Saturday, November 15, 2014

An Unlocked Garden

One of themes in the Song of Solomon is the Lover calling out to his beloved to let him inside her heart. "You are a garden locked up, my sister, my bride; you are a spring enclosed, a sealed fountain." (NIV).

While the context may describe a natural yearning between husband and wife it can also can speak of our own hearts in the context of God, our Lover and Friend.

What are those good things that God has planted in our hearts that under His nourishing care are for His pleasure? But when He attempts to enter we seize up in fear. We are enclosed and have securely bolted the gates to our hearts to prevent Him entering inside. We may argue to why we keep Him on the outside. We are ashamed. What we will He find and what will He say if all that is good is gone?

One evening the Lover attempted to enter the Beloved's chamber. She protested saying it was too late. She had washed and dressed for bed so she didn't rise to answer the door. He even tried to unbolt the latch (5:4). This is the same Lord who says in Revelation 3:20, "Here I am! I stand at the door and knock. If anyone hears my voice and opens the door, I will come in and eat with that person, and they with me." Faith is the meal that nourishes the Lord when we can trust Him in those places that are most tender, bruised or broken.

As she reaches for the door her fingers are coated with myrrh (5:5). Myrrh is a aromatic resin that requires wounding the trees repeatedly to bleed them of the gum. Myrrh is symbolic of bitterness. Beloved, how often have we wounded Christ by refusing Him to enter the most intimate spaces in our lives?

Places we are ashamed to have Him to see though nothing is hidden from His lovely eyes. The intimate places were often other loves and desires have entered - sometimes too freely. Other so call loves may have violated and polluted our garden. Others took us lightly without respect and care. We were to be handled and used for only what we can offer. Still others may have filled those places for a season with joy and laughter but left us wanting much more than they could ever give. I think of Mary who in her sorrow mistaken Christ as the gardener who she thought took the body of Christ. Until He spoke her name she saw him only as another man who stole something from her life.

At the end of the song her friends describe the Beloved as being a tower and a wall (8:9). She in turn responds, "But my vineyard is mine to give, and Solomon need not pay a thousand pieces of silver. But I will give two hundred pieces to those who care for its vines." (8:12, NLT). She understood that her life was not her own. Her willingness to give it to the One who loved her was of a greater value.

For you see it was not her garden that mattered as much as for her to enter into the heart of Christ. His heart is the most beautiful garden that is possessed by faith when He possesses us. It's time for us to open our hearts to Him and let Him come inside. An unlocked heart is a welcoming place for Him to cultivate a love so rich and deep all you can do is swing wide the gate and let the King of Glory enter inside. Then our hearts will be enlarged and full like His own!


# EXERCISE INSTRUCTIONS
Your task is to retype every entry exactly, omitting nothing.

** WORKING DATA follows **

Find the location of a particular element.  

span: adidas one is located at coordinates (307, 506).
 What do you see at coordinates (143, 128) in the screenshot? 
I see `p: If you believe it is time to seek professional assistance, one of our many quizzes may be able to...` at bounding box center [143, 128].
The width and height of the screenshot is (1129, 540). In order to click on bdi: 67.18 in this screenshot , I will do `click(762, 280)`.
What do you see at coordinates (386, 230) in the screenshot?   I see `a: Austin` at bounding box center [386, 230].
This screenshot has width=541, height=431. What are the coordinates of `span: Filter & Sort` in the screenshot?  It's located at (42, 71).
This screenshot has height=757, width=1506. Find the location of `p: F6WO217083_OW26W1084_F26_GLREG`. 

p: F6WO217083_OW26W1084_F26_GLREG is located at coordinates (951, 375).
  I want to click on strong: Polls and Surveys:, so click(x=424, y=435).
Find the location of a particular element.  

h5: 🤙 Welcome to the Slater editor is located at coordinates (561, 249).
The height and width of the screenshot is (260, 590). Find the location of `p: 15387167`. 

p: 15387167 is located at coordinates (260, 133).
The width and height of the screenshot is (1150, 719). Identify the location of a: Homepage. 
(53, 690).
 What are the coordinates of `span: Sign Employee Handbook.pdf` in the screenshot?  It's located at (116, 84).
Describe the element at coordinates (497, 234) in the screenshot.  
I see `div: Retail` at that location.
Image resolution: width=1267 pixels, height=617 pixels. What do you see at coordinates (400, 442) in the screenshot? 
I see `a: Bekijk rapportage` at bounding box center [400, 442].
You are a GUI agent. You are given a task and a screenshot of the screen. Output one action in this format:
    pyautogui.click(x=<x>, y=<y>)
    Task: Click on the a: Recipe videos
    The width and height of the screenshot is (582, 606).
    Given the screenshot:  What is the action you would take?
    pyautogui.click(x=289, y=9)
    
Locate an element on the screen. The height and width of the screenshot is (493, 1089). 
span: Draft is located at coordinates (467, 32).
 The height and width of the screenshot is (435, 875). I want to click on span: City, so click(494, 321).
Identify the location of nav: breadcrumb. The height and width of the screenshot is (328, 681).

** End of WORKING DATA **

# SOLUTION FOR THIS TASK
Find the location of a particular element.  

span: adidas one is located at coordinates (307, 506).
 What do you see at coordinates (143, 128) in the screenshot? 
I see `p: If you believe it is time to seek professional assistance, one of our many quizzes may be able to...` at bounding box center [143, 128].
The width and height of the screenshot is (1129, 540). In order to click on bdi: 67.18 in this screenshot , I will do `click(762, 280)`.
What do you see at coordinates (386, 230) in the screenshot?   I see `a: Austin` at bounding box center [386, 230].
This screenshot has width=541, height=431. What are the coordinates of `span: Filter & Sort` in the screenshot?  It's located at (42, 71).
This screenshot has height=757, width=1506. Find the location of `p: F6WO217083_OW26W1084_F26_GLREG`. 

p: F6WO217083_OW26W1084_F26_GLREG is located at coordinates (951, 375).
  I want to click on strong: Polls and Surveys:, so click(x=424, y=435).
Find the location of a particular element.  

h5: 🤙 Welcome to the Slater editor is located at coordinates (561, 249).
The height and width of the screenshot is (260, 590). Find the location of `p: 15387167`. 

p: 15387167 is located at coordinates (260, 133).
The width and height of the screenshot is (1150, 719). Identify the location of a: Homepage. 
(53, 690).
 What are the coordinates of `span: Sign Employee Handbook.pdf` in the screenshot?  It's located at (116, 84).
Describe the element at coordinates (497, 234) in the screenshot.  
I see `div: Retail` at that location.
Image resolution: width=1267 pixels, height=617 pixels. What do you see at coordinates (400, 442) in the screenshot? 
I see `a: Bekijk rapportage` at bounding box center [400, 442].
You are a GUI agent. You are given a task and a screenshot of the screen. Output one action in this format:
    pyautogui.click(x=<x>, y=<y>)
    Task: Click on the a: Recipe videos
    The width and height of the screenshot is (582, 606).
    Given the screenshot:  What is the action you would take?
    pyautogui.click(x=289, y=9)
    
Locate an element on the screen. The height and width of the screenshot is (493, 1089). 
span: Draft is located at coordinates (467, 32).
 The height and width of the screenshot is (435, 875). I want to click on span: City, so click(494, 321).
Identify the location of nav: breadcrumb. The height and width of the screenshot is (328, 681).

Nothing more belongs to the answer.